What I built after spending 5 minutes per item checking eBay in thrift stores
I'm a developer who thrift shops on weekends. For a while I was the person standing in the housewares aisle, phone out, searching eBay sold listings for a ceramic figurine I couldn't even name properly. It took forever. Half the time I'd give up and either buy it blind or leave it.
So I built a tool that does the lookup in the time it takes to take a photo. Here's what that actually required technically.
The core pipeline
The basic flow sounds simple: photo goes in, structured valuation comes out. In practice, getting this to run in under 4 seconds across a range of item categories required more iteration than I expected.
The first step is identification. I'm using a vision model (GPT-4o) to identify what the item is — not just "ceramic mug" but ideally something specific enough to search against sold listings: brand, approximate era, notable markings, condition. The prompt engineering here took a while to get right. Too vague and the search returns garbage. Too specific and you get zero results for anything that isn't a well-known collectible.
The second step is the sold listings lookup. This is where most of the latency risk lives. I'm querying eBay's Browse API for completed listings filtered to sold items, then pulling a sample of recent results to build a price range. The API is well-documented and the response times are acceptable, but "acceptable" and "fast" aren't the same thing. I run the identification and the search query in parallel where possible, using the first pass of the vision model output to kick off a search before the full identification is complete.
The third piece is platform recommendation. This is the least sophisticated part of the system right now. I'm using category signals from the identification step combined with price range to route toward eBay, Depop, Facebook Marketplace, or Poshmark. Clothing and vintage fashion skew toward Depop. High-value collectibles skew toward eBay. Bulky or local-pickup items skew toward Facebook. It's a heuristic, not a learned model. I'll probably revisit this once I have enough scan data to see where things actually sell.
What "category agnostic" costs you
The hardest part of building this wasn't any one technical piece. It was making the identification step reliable across completely different categories of items: vintage clothing, old electronics, pottery, board games, tools, sneakers.
A model that's good at identifying sneaker brands by colorway is not automatically good at reading hallmarks on silver flatware. The prompt structure I landed on asks the model to reason about the item in layers — what category it probably belongs to, what identifying features are visible, what searches would be likely to find comparable sold listings. That layered approach helped, but it also added tokens and latency. There's a tradeoff.

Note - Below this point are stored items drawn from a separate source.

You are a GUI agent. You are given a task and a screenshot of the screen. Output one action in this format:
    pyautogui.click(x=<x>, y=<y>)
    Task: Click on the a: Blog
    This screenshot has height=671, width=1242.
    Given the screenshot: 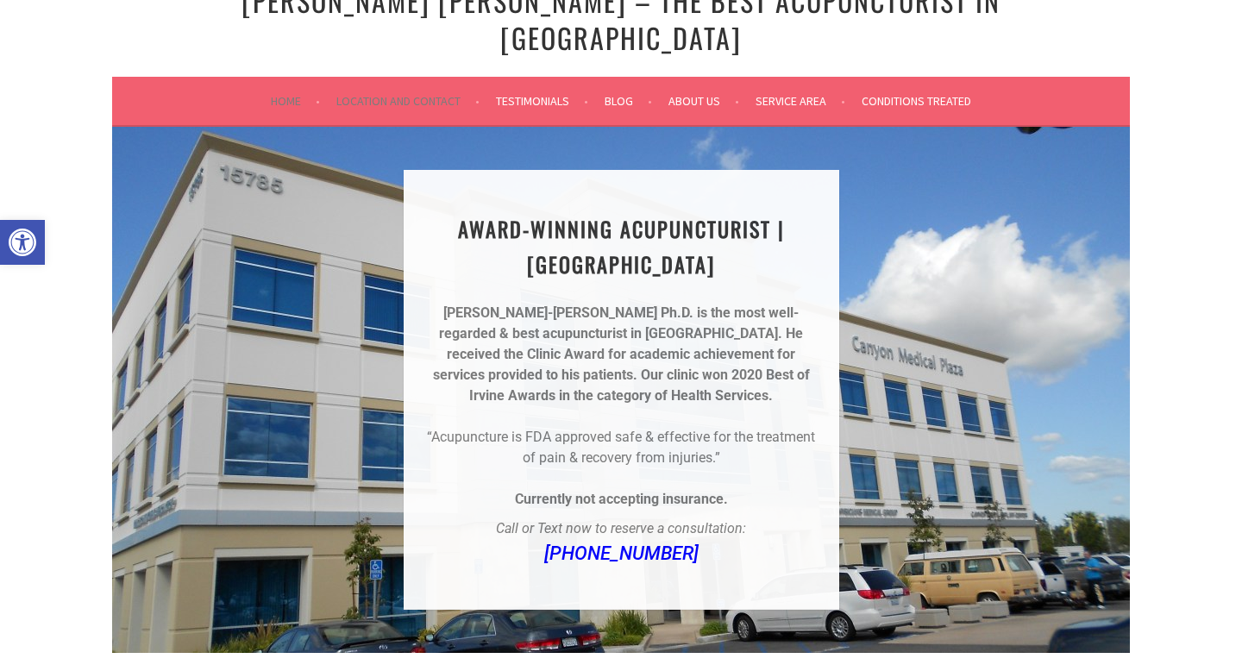 What is the action you would take?
    pyautogui.click(x=628, y=101)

I also had to accept that the system will misidentify things. An unlabeled piece of pottery from a regional studio will come back with low confidence and a wide price range. That's honest — it's what eBay would return too if you searched vaguely. I'd rather surface that uncertainty than fake precision.
The latency problem
Four seconds sounds fast for a multi-step pipeline that involves a vision model call, an external API call, and a final synthesis step. It's achievable but not comfortable.
The two things that moved the needle most were parallelizing the eBay query with the tail end of the identification step, and caching category-level context so the synthesis prompt doesn't need to re-derive it from scratch. For items with high-confidence identification, I can sometimes shave another half-second by skipping a confirmation pass.
The mobile web experience matters here too. Most people will use this standing in a store on a cell connection. I'm not doing any client-side image processing — the photo goes up, the response comes back, done. Keeping the payload small and the server-side processing tight matters more than any clever frontend optimization.
What I didn't build
I spent time early on thinking about building a database of sold listings that I'd populate and maintain myself, so I could query it faster and have more control over the data. I scrapped that. eBay's sold listings data is current in a way I could never replicate at this stage, and building a scraping pipeline to maintain freshness would be a significant ongoing maintenance burden for marginal latency gains. External API dependency with rate limits is a better problem to have than stale data.
I also didn't build account-required signup for the first few scans. The friction of creating an account before someone can see if the thing works at all seemed like it would kill adoption before it started. The first five scans work without an account; after that you need to create one to keep going. This required a little extra work on the session/credit-tracking side but it was worth doing.
Where it lives now
The app is at thriftflipper.app. It's a web app, no download required, works on mobile. Ten free scans to start. I built it primarily for my own use case, but the feedback from other thrift shoppers has been useful for figuring out what the rough edges are.
The thing I didn't anticipate was how much the speed matters not just for convenience but for behavior change. When a lookup takes 30 seconds, you do it for items you're already confident about. When it takes 4 seconds, you check things you'd otherwise skip — which is where the interesting finds are.
If you're building anything in this space (real-time lookup, vision-to-search pipelines, pay-as-you-go credit systems on a small SaaS), happy to compare notes in the comments.